BATMAN: WHITE KNIGHT examined as an ELSEWORLDS tale by Rob Veatch III
Characters can go on forever without aging while their stories just keep building. This creates rich histories and deep relationships that fans love, but it also limits the avenues of storytelling. At the end of any given story arc, things must return to a certain status quo if the stories are to continue.
But every now and then, you gotta ask “What if?”
ELSEWORLDS was an imprint of DC Comics, used from 1989 to 2003 to do just that.
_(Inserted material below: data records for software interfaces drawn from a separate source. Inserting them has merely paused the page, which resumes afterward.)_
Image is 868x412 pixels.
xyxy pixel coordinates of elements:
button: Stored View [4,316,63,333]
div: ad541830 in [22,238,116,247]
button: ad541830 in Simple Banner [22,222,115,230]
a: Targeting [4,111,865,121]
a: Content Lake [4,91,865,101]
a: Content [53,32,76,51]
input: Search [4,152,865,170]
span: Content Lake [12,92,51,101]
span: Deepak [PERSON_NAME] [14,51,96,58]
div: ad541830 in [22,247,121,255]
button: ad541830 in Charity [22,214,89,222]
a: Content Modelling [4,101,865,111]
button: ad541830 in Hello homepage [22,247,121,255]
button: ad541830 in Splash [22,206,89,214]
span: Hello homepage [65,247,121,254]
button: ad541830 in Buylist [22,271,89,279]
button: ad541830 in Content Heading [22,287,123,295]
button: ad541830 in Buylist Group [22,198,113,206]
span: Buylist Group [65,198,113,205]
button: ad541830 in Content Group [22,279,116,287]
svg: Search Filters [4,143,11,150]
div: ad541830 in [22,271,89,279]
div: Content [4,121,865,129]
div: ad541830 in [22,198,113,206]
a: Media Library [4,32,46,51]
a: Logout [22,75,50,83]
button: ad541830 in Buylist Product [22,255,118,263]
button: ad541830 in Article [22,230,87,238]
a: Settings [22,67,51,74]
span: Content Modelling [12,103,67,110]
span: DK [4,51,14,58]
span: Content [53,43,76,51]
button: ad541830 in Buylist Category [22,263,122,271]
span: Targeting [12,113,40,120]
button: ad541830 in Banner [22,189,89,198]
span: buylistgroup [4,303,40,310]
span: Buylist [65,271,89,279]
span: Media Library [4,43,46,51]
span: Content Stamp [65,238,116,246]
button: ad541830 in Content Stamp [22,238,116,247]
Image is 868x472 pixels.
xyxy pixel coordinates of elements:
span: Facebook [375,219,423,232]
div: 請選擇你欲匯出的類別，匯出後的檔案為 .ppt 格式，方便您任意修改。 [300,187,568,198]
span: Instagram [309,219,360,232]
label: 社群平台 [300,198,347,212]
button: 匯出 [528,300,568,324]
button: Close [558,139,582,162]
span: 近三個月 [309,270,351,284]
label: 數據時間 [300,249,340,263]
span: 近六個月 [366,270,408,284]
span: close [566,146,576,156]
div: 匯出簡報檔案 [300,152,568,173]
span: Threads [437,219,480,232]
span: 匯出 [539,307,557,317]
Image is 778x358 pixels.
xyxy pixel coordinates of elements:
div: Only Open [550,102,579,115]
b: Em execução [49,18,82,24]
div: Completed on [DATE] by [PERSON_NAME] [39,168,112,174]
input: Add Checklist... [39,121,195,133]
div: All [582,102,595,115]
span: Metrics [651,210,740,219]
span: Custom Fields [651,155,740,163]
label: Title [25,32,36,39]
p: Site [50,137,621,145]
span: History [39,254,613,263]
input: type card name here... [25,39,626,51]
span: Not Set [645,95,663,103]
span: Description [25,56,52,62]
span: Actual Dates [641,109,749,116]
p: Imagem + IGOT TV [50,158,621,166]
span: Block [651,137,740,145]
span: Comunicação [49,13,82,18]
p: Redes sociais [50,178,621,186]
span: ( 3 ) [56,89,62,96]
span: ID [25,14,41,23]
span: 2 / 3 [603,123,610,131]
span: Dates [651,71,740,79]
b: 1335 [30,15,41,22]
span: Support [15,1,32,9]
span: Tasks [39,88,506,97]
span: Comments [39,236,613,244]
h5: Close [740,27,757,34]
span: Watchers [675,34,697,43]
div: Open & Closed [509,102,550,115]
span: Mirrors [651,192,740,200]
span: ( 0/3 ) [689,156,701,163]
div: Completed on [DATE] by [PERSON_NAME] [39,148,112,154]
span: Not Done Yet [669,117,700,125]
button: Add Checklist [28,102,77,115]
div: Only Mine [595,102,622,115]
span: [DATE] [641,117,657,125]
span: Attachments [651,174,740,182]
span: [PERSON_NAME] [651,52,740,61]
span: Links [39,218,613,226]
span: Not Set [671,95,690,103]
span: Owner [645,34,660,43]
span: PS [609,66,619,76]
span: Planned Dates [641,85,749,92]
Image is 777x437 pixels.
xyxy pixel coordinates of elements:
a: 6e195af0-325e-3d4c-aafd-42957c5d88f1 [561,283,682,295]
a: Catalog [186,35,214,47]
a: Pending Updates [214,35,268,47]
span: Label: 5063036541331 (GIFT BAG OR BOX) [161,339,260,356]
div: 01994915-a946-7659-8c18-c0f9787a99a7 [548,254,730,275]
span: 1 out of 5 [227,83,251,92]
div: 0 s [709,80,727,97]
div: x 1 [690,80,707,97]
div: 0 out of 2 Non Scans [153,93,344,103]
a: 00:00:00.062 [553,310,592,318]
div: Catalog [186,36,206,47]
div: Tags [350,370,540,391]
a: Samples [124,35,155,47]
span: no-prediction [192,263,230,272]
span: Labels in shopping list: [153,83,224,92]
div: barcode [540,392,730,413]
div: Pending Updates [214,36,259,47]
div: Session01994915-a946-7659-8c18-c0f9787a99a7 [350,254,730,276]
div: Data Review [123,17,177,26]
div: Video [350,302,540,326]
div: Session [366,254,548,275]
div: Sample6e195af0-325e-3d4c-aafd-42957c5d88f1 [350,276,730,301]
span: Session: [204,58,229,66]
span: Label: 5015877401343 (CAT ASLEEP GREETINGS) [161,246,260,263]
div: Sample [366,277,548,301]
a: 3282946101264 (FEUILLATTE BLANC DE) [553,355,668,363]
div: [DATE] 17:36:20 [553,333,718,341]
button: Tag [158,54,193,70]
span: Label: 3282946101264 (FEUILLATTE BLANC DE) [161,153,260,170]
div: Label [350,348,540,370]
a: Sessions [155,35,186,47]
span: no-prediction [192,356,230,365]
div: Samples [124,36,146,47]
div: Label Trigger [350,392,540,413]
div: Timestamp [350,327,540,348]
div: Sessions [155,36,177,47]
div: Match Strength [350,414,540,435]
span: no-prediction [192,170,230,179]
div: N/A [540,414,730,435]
It featured stories using established characters with new twists that set them apart from their usual settings.
BATMAN: WHITE KNIGHT is an 8-issue limited series from writer/artist Sean Murphy with colorist Matt Hollingsworth and letterer Todd Klein, originally published from late 2017 into 2018. While it came long after DC stopped using ELSEWORLDS, it follows in the footsteps.
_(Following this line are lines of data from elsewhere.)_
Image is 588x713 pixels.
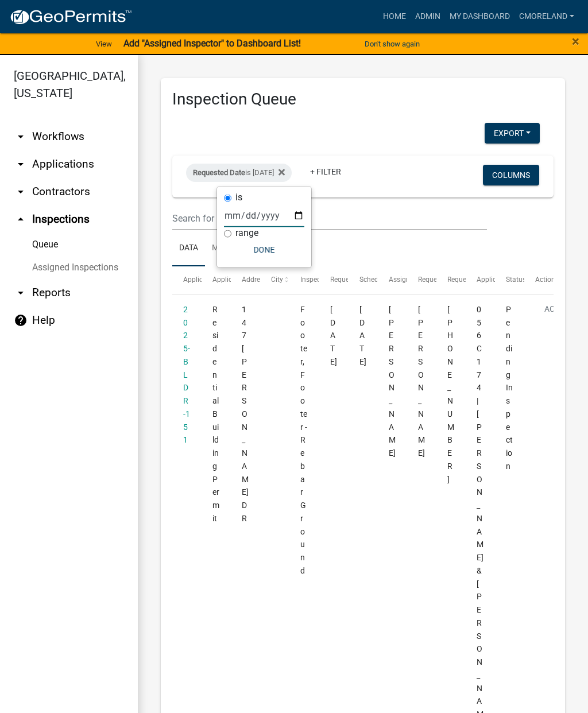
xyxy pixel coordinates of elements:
[535,303,582,332] button: Action
[172,230,205,267] a: Data
[379,6,410,28] a: Home
[477,276,549,284] span: Application Description
[172,89,554,109] h3: Inspection Queue
[418,276,470,284] span: Requestor Name
[172,266,202,294] datatable-header-cell: Application
[483,165,539,186] button: Columns
[506,276,526,284] span: Status
[213,305,219,523] span: Residential Building Permit
[418,305,425,458] span: Matt Kitchens
[360,34,424,53] button: Don't show again
[290,266,318,294] datatable-header-cell: Inspection Type
[506,305,513,471] span: Pending Inspection
[389,305,396,458] span: Cedrick Moreland
[172,207,487,230] input: Search for inspections
[572,34,579,48] button: Close
[524,266,554,294] datatable-header-cell: Actions
[360,303,367,369] div: [DATE]
[348,266,377,294] datatable-header-cell: Scheduled Time
[186,164,292,182] div: is [DATE]
[14,286,28,300] i: arrow_drop_down
[235,228,258,238] label: range
[447,305,454,484] span: ‭(706) 816-4297‬
[330,305,337,366] span: 08/19/2025
[205,230,236,267] a: Map
[193,168,245,177] span: Requested Date
[330,276,379,284] span: Requested Date
[183,276,219,284] span: Application
[484,123,540,143] button: Export
[445,6,514,28] a: My Dashboard
[224,240,304,260] button: Done
[535,276,559,284] span: Actions
[91,34,116,53] a: View
[300,276,349,284] span: Inspection Type
[495,266,524,294] datatable-header-cell: Status
[301,161,350,182] a: + Filter
[271,276,283,284] span: City
[242,305,249,523] span: 147 THOMAS DR
[14,213,28,226] i: arrow_drop_up
[318,266,348,294] datatable-header-cell: Requested Date
[231,266,260,294] datatable-header-cell: Address
[14,185,28,198] i: arrow_drop_down
[437,266,466,294] datatable-header-cell: Requestor Phone
[14,157,28,171] i: arrow_drop_down
[235,193,243,202] label: is
[260,266,290,294] datatable-header-cell: City
[514,6,579,28] a: cmoreland
[466,266,495,294] datatable-header-cell: Application Description
[202,266,231,294] datatable-header-cell: Application Type
[300,305,307,575] span: Footer,Footer - Rebar Ground
[447,276,500,284] span: Requestor Phone
[572,33,579,50] span: ×
[389,276,448,284] span: Assigned Inspector
[410,6,445,28] a: Admin
[360,276,409,284] span: Scheduled Time
[183,305,190,445] a: 2025-BLDR-151
[242,276,267,284] span: Address
[213,276,265,284] span: Application Type
[14,130,28,143] i: arrow_drop_down
[124,38,301,49] strong: Add "Assigned Inspector" to Dashboard List!
[407,266,437,294] datatable-header-cell: Requestor Name
[377,266,407,294] datatable-header-cell: Assigned Inspector
[14,314,28,327] i: help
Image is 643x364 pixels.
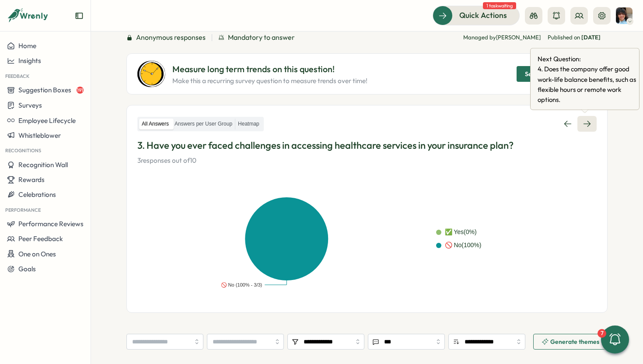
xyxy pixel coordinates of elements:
div: 🚫 No ( 100 %) [445,240,481,250]
span: Whistleblower [18,131,61,139]
span: Employee Lifecycle [18,116,76,124]
p: Measure long term trends on this question! [172,62,367,76]
span: Recognition Wall [18,161,68,169]
span: 1 task waiting [482,2,516,9]
span: Goals [18,264,36,273]
label: Answers per User Group [172,118,235,129]
text: 🚫 No (100% - 3/3) [221,282,262,288]
span: Next Question: [537,54,642,64]
button: Quick Actions [432,5,519,25]
span: Mandatory to answer [227,32,294,43]
img: Sahana Rao [616,7,632,24]
span: Surveys [18,101,42,109]
span: Rewards [18,175,45,183]
p: 3 responses out of 10 [137,156,596,165]
span: 4 . Does the company offer good work-life balance benefits, such as flexible hours or remote work... [537,64,642,104]
span: Published on [547,33,600,41]
p: Managed by [463,33,541,41]
span: Peer Feedback [18,234,63,243]
span: Anonymous responses [136,32,205,43]
span: Home [18,41,36,50]
label: All Answers [139,118,171,129]
span: [PERSON_NAME] [496,33,541,41]
span: Quick Actions [459,9,507,21]
span: Celebrations [18,190,56,199]
button: Set up recurring survey [517,66,596,82]
button: Expand sidebar [75,11,84,20]
button: 7 [601,325,629,353]
p: Make this a recurring survey question to measure trends over time! [172,76,367,86]
span: Suggestion Boxes [18,86,72,94]
span: One on Ones [18,250,56,258]
span: 191 [76,86,84,94]
label: Heatmap [236,118,262,129]
p: 3. Have you ever faced challenges in accessing healthcare services in your insurance plan? [137,139,596,152]
span: Generate themes [550,339,599,345]
span: Set up recurring survey [525,66,588,82]
div: ✅ Yes ( 0 %) [445,227,476,237]
span: Insights [18,56,41,65]
button: Generate themes [533,334,608,349]
div: 7 [598,329,606,337]
span: [DATE] [581,33,600,41]
span: Performance Reviews [18,219,84,227]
The thing about WHITE KNIGHT and how it fits into the ELSEWORLDS concept is that it’s not the broad concept itself that requires it be set apart from the mainline continuity.
It’s in the details.
Most ELSEWORLDS stories have a very clear elevator pitch that immediately tells you why they are outside the canon. Batman in the 1880s hunts Jack the Ripper; Batman becomes a vampire; Batman is a pirate on the high seas; Superman is Batman.
With WHITE KNIGHT we get: The Joker is cured of his psychoses and quests to clean up Gotham through legal means while revealing Batman and bureaucratic corruption to be true plagues on the city.
That’s not quite as concise as the others, and it’s also not immediately clear what sets it apart from established continuity. It’s really when you get down to the details of the story that you begin to see why it benefits from being set in its own little world.
Murphy also gets to design his own Batmobile, while making room in his story for many Batmobiles past (It’s the car, right? Dude loves the car.) But so far, none of these things set it firmly outside of established canon. In fact, if WHITE KNIGHT could fit into any pre-existing Batman canon, it might be the 90s animated series — further down the road and more grown up, Batman, Joker, Nightwing, Batgirl and particularly Harley Quinn seem like they could have evolved from those characters that many of us grew to love on weekdays after school.
Murphy also drops in lots of little Easter eggs and uses characters that are best known from the animated series. The one detail that breaks this theory is the use of Jason Todd in the story, but I won’t spoil that here.
In my opinion, the biggest and most important difference in WHITE KNIGHT is the fact that The Joker, in all his criminal history, has never killed anyone, or at least he’s never been convicted of it. To buy into the premise of Jack Napier’s reformation, the reader has to believe that there may be a decent man at the core. There needs to be plausibility to the idea that he really is trying to do good and to atone for his sins. If The Joker was the mass-murdering psychopath established by decades of mainline DC continuity, believing that he could be cured would be a bridge too far.
How effective are Batman’s methods for fighting crime? Is he just punishing the poor while maintaining the dominance of the rich? Could Bruce Wayne do more good as a philanthropist by targeting the roots of crime? Should Batman share his technology and resources with the police?
I believe that writers usually steer clear of these questions because the answer is often yes, and to address these issues in-story would call for lasting changes that would just deviate too far from the status quo.
But in WHITE KNIGHT, Murphy has the freedom to take his story to places that mainline continuity won’t.
This Batman shows some real changes at the end of the story, and we’ll get to see later this year where those changes lead in BATMAN: CURSE OF THE WHITE KNIGHT. Sign me up, baby!
Sean Murphy has a very distinctive style. His faces and poses are packed with personality. His inks are thick and sketchy as appropriate for Gotham, and the man knows how to use shadows. The action is incredibly dynamic and there’s a sense of motion even in calm scenes.
Matt Hollingsworth’s use of color adheres to a consistent style that establishes mood and atmosphere first and foremost. Each scene has a limited color palette, and you’ll never see a blue sky in Gotham. This place is dusty, muggy and oppressive. Even in these harsh settings, Murphy’s character acting is strong enough to create some very sweet and touching moments.
This is a book any Bat-fan needs to check out. While we’re being treated to wonderful monthly stories in the pages of BATMAN and DETECTIVE COMICS, there will always be a place for stories and creators that dare to do something different.